During Reconstruction Greeley backed the Fourteenth and Fifteenth Amendments, the impeachment of President Andrew Johnson, and at the same time a general amnesty for Confederates. His early support of President Ulysses S. Grant soon soured. Lukewarmly sustained by the parties that nominated him for the presidency in 1872, he suffered vituperative abuse and was pilloried by the Republican press and cartoonist Thomas Nast. Voters resoundingly rejected him at the polls.

In the last days of the campaign Greeley kept vigil at the bedside of his sick wife, who died a few days before the election. Broken in spirit by his losses, he himself died a few weeks later.

Bibliography:

Glyndon G. Van Deusen, Horace Greeley: Nineteenth-Century Crusader (1953); Horace Greeley, Recollections of a Busy Life (1868; reprint, 1970).

Author:

James A. Rawley

See also Elections: 1872; Magazines and Newspapers.


 
Columbia Encyclopedia: Greeley, Horace,
1811–72, American newspaper editor, founder of the New York Tribune, b. Amherst, N.H.

Early Life

His irregular schooling, ending at 15, was followed by a four-year apprenticeship (1826–30) on a country weekly at East Poultney, Vt. When the paper failed, he went briefly to Erie co., Pa., where his impoverished farming family had moved. In Aug., 1831, he went to New York City, worked as a newspaper compositor, and in Jan., 1833, opened a job printing office in partnership with another printer. Greeley's interest in public questions led him to found (1834), with a new partner, the New Yorker, a weekly journal “devoted to literature, the arts and sciences,” which he edited ably but unprofitably for seven years. He supplemented his income by writing regularly for the Daily Whig and by editing Whig campaign sheets.

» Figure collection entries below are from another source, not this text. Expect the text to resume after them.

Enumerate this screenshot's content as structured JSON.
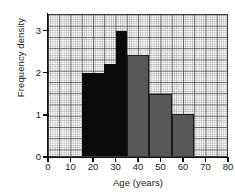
{
  "chart_data": {
    "type": "bar",
    "title": "",
    "xlabel": "Age (years)",
    "ylabel": "Frequency density",
    "xlim": [
      0,
      80
    ],
    "ylim": [
      0,
      3.4
    ],
    "xticks": [
      0,
      10,
      20,
      30,
      40,
      50,
      60,
      70,
      80
    ],
    "yticks": [
      0,
      1,
      2,
      3
    ],
    "grid": true,
    "grid_style": "graph-paper",
    "legend": "none",
    "bins": [
      {
        "label": "15-25",
        "x0": 15,
        "x1": 25,
        "value": 2.0,
        "color": "#0b0b0b",
        "shade": "black"
      },
      {
        "label": "25-30",
        "x0": 25,
        "x1": 30,
        "value": 2.2,
        "color": "#0b0b0b",
        "shade": "black"
      },
      {
        "label": "30-35",
        "x0": 30,
        "x1": 35,
        "value": 3.0,
        "color": "#0b0b0b",
        "shade": "black"
      },
      {
        "label": "35-45",
        "x0": 35,
        "x1": 45,
        "value": 2.43,
        "color": "#575757",
        "shade": "grey"
      },
      {
        "label": "45-55",
        "x0": 45,
        "x1": 55,
        "value": 1.51,
        "color": "#575757",
        "shade": "grey"
      },
      {
        "label": "55-65",
        "x0": 55,
        "x1": 65,
        "value": 1.02,
        "color": "#575757",
        "shade": "grey"
      }
    ]
  },
  "axes": {
    "x_tick_labels": [
      "0",
      "10",
      "20",
      "30",
      "40",
      "50",
      "60",
      "70",
      "80"
    ],
    "y_tick_labels": [
      "0",
      "1",
      "2",
      "3"
    ],
    "x_title": "Age (years)",
    "y_title": "Frequency density"
  },
  "colors": {
    "bar_black": "#0b0b0b",
    "bar_grey": "#575757",
    "grid_major": "#464646",
    "grid_minor": "#787878",
    "axis": "#111111",
    "background": "#ffffff"
  }
}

The Founding of the Tribune

His success in political journalism cemented Greeley's friendship with Whig leaders in New York state, and with their encouragement he issued the first number of the New York Tribune on Apr. 10, 1841. He edited this paper for over 30 years; during much of that time it was the greatest single journalistic influence in the country. From the first, Greeley's object was to provide for the poor a paper that was as cheap as those of his rivals but less sensational and more probing than the “penny press.” Therefore, sensational police news and objectionable medical advertising were eliminated from the Tribune.

Greeley's chief editorial assistant for 15 years after 1846 was Charles A. Dana. Beginning in 1849, George Ripley conducted for 30 years the first regular literary and book review department in a U.S. newspaper. Other talented men joined Greeley's staff (he was the first editor to allow by-lines), but his own clear, timely, vigorous editorials were the feature that made the Tribune known throughout the nation.

Social Reformer

Although Greeley styled both himself and his paper Whig, they were conservative only in so far as they thundered for a protective tariff. Other causes that Greeley promoted were hardly Whig-inspired. He advocated the organization of labor and led the way by organizing Tribune printers; New York printers elected (1850) him the first president of their chapel, the first in the nation. He also believed that a successful business should share its profits and ownership with its employees; this practice was observed at the Tribune.

Among other social reforms advocated by Greeley were temperance, a homestead law, and women's rights. He opposed monopoly and disapproved of land grants to railroads, which he felt would lead to monopoly. He gave space in his paper to Fourierism when that movement was at its height and sponsored several experiments in cooperative living, including, later, the colony named for him at Greeley, Colo. Even Karl Marx contributed to the Tribune from London. “Greeley's isms,” as scoffers contemptuously called his plans for social reform, annoyed many Tribune readers, but he never apologized for them, and the paper continued to grow.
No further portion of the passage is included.